Your First Line Has One Job
It is not to introduce the topic.
It is not to set context.
It is not to welcome the reader or explain what they're about to learn.
A first line has one job: make them read the second line.
That's it. The entire mandate. And most first lines fail it completely.
Why we get this wrong
The instinct when writing is to warm up — to set the table before the meal, explain where you're coming from before making your point. It feels generous. It feels organized. It feels like being a good host.
But the reader hasn't committed to anything yet. They're scanning. Deciding in the first three seconds whether this is worth their time. If your first line sounds like every other first line they've read today — which is to say, if it sounds like setup — they're gone.
The most dangerous phrase in copywriting is "In today's world." Close second: "As marketers, we all know." These lines tell the reader that what follows will be predictable, familiar, not worth close attention. They're usually right.

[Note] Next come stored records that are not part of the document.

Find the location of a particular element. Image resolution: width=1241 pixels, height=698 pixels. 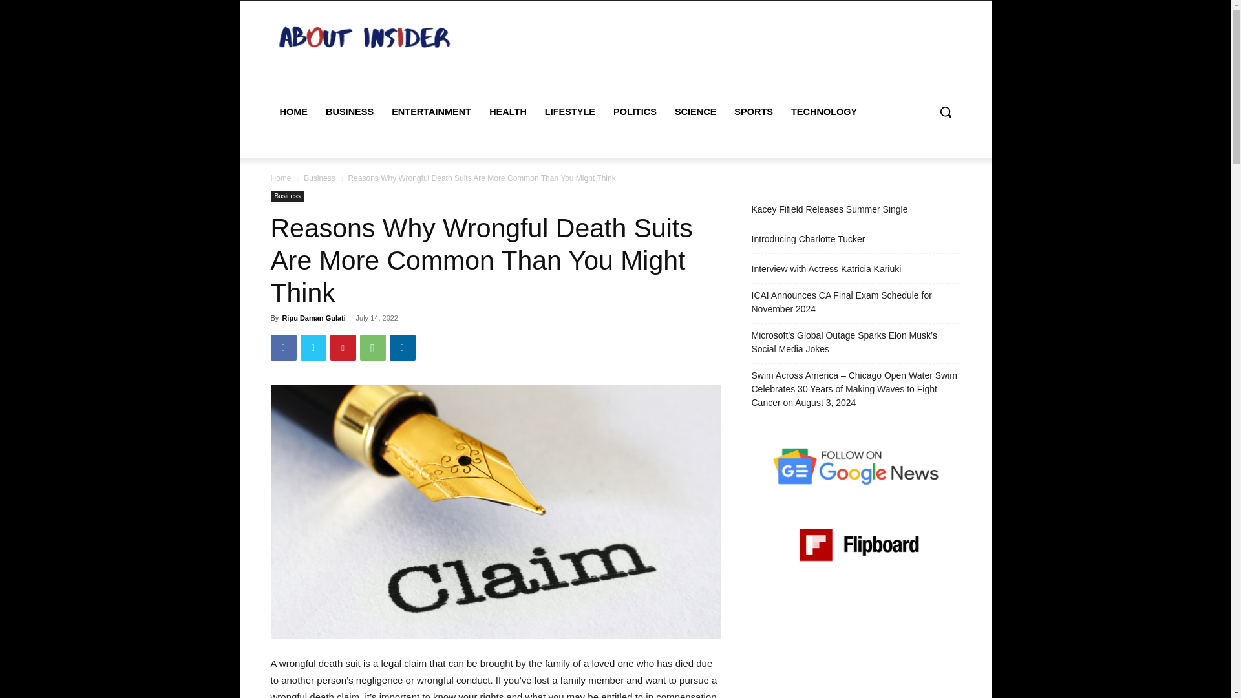

ENTERTAINMENT is located at coordinates (431, 111).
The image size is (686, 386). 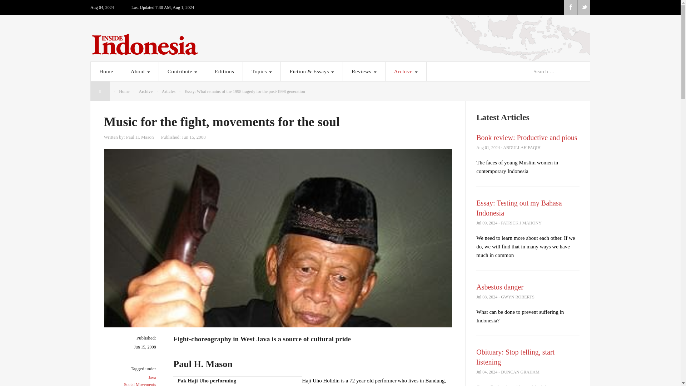 I want to click on Essay: Testing out my Bahasa Indonesia, so click(x=519, y=208).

What actually stops the scroll
A handful of patterns consistently make people read the second line. Not because they're tricks — because they do something specific to the reader's brain.
The incomplete thought. A sentence that raises a question it doesn't answer. Not a literal question mark — something more unsettling. A statement that implies something is missing. "She changed one word. The conversion rate doubled." You have to keep reading to find out what word. The story isn't finished. Your brain won't let you stop.
The counterintuitive claim. Something the reader doesn't expect. Not shocking for shock's sake — the claim has to be defensible. "The more you explain your product, the fewer people buy it." That goes against instinct. It creates friction. Friction makes people stop and reconsider.
The specific detail. Specificity is more compelling than generality because it signals that the writer has actually observed something. "Most subject lines are written in under four minutes" is more arresting than "Most marketers don't spend enough time on subject lines." The specific number implies a real observation, not a recycled take.
The direct address. "You're not bad at writing. You're bad at starting." That speaks to someone specific. Names a thing they might feel. The reader either leans in because it's true, or reads on to argue. Either way, they're reading.
The test I use
I read first lines out loud to myself, alone, like a lunatic.
Not to hear how they sound — to feel how they land. There's a difference between a line that reads fine on the page and a line that hits when spoken. When you say it out loud and feel something — a small recognition, a slight jolt, a moment of huh — that's the line. When you say it out loud and hear yourself performing, keep writing.
The other test: would you stop scrolling if you encountered this line from someone you'd never heard of? Not someone you already trust — a stranger. If the first line earns attention without your existing reputation behind it, it's doing its job.
The structure matters less than the tension
I've seen first lines that were questions, statements, single words, fragments, statistics, quotes, scene-setters. Some of each worked. Some didn't.
The form is less important than whether the line creates tension — some small gap between what was just said and what comes next. Tension is what keeps people reading. It's the unresolved chord. The reader wants resolution, so they continue.
A first line that resolves itself — complete, tidy, wrapping up everything it needs to say — is a dead end. There's nowhere to go. Neat first lines kill pieces.
The best first lines start mid-thought. They don't have that "well, let's begin" energy. They arrive as if the writer has been thinking about this for a while and you've just walked in on the middle of it.
Which is exactly what you have.
The first line's job is to make them feel like they arrived at exactly the right moment.